WOOD: Well it all really started with this short film that a gentleman had made I think two years ago, 2012 Sundance, and we saw the short, I think it was called "Henry" and we just found it to be so beautiful and so kind of quietly disturbed.  It follows this young boy who in the context of the short, he lives with is dad in this roadside motel and he's picking up road kill off of the road for a quarter, he's got this process, but starts to realize that he can actually make road kill by killing animals, by leaving trash in the street, and you just start to see the very insidious and very subtle sort of psychotic behavior that you could simply ignore or that could lead to something far more dangerous and menacing.  We just loved that.  We saw the short and thought this would be such an incredible feature to explore deeper what's happening to this child psychologically, but then also the idea of where that could go in the growth of this boy into a man.  So we started talking about this idea that we could have a trilogy, which I suppose is a relatively audacious idea, it's something I've never seen before.  I've always be psychologically fascinated by serial killers on a sort of true crime level, reading bits and pieces of information over the years, it's just psychologically kind of fascinating; the disconnect that's there.  Certainly what are the elements that get people to that place?  Is it always there?  Is it environmental?  So those are some of the things that are explored within the context of the films.  I've never really seen anything quite like that so it's exciting.

Absolutely, I'm so interested in this one.  Like you said, the trilogy idea is super unique and exciting.

elijah wood grand piano

WOOD: Yeah, I'm super pumped with it too!
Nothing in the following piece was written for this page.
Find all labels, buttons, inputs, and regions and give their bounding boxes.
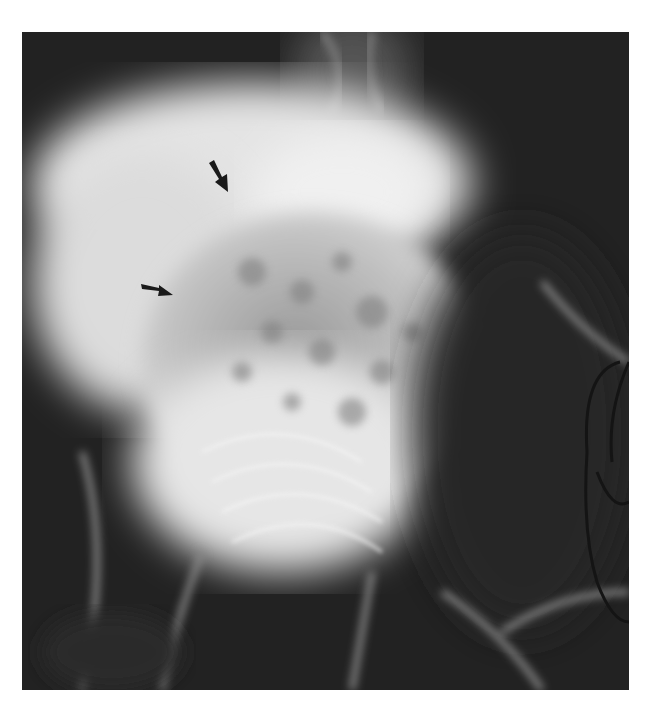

Thanks.

What else is coming up for you that you're excited about?

WOOD: Well we've got a number of films that we're developing.  There's a movie called Curse the Darkness, which is a sort of anthropological zombie film in the sense that it deals with- it's actually a film about migrant workers really, it's set against the backdrop of migrant workers in Miami and their exploitation.  It deals with zombies by the way of the real Haitian zombies, there's kind of an alchemic powder that can turn people into slaves.  That film Jorge Michel Grau is going to direct for us, he directed the original We Are What We Are.  So that hopefully will the be the next thing and then I'm about to start working on the fourth and final season of Wilfred.  That's about it right now [laughs].
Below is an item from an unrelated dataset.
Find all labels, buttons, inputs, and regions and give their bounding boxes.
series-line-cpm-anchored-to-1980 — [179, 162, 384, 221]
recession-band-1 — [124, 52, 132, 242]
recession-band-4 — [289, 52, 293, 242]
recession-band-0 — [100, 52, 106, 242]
How are you guys choosing the directors and the talent you want behind your pictures for SpectreVision?

WOOD: Very good question, Jorge Michel Grau is a good example.  We all loved what he did with We Are What We Are.  It really feels in some ways the cannibal answer to the vampirism that’s explored in Let the Right One in.  We love genre directors, so that's part of it, and especially foreign directors who haven't worked in the US, that's exciting.  I don't think there's anything specifically beyond films that we love and certain directors we'd love to work with in that space.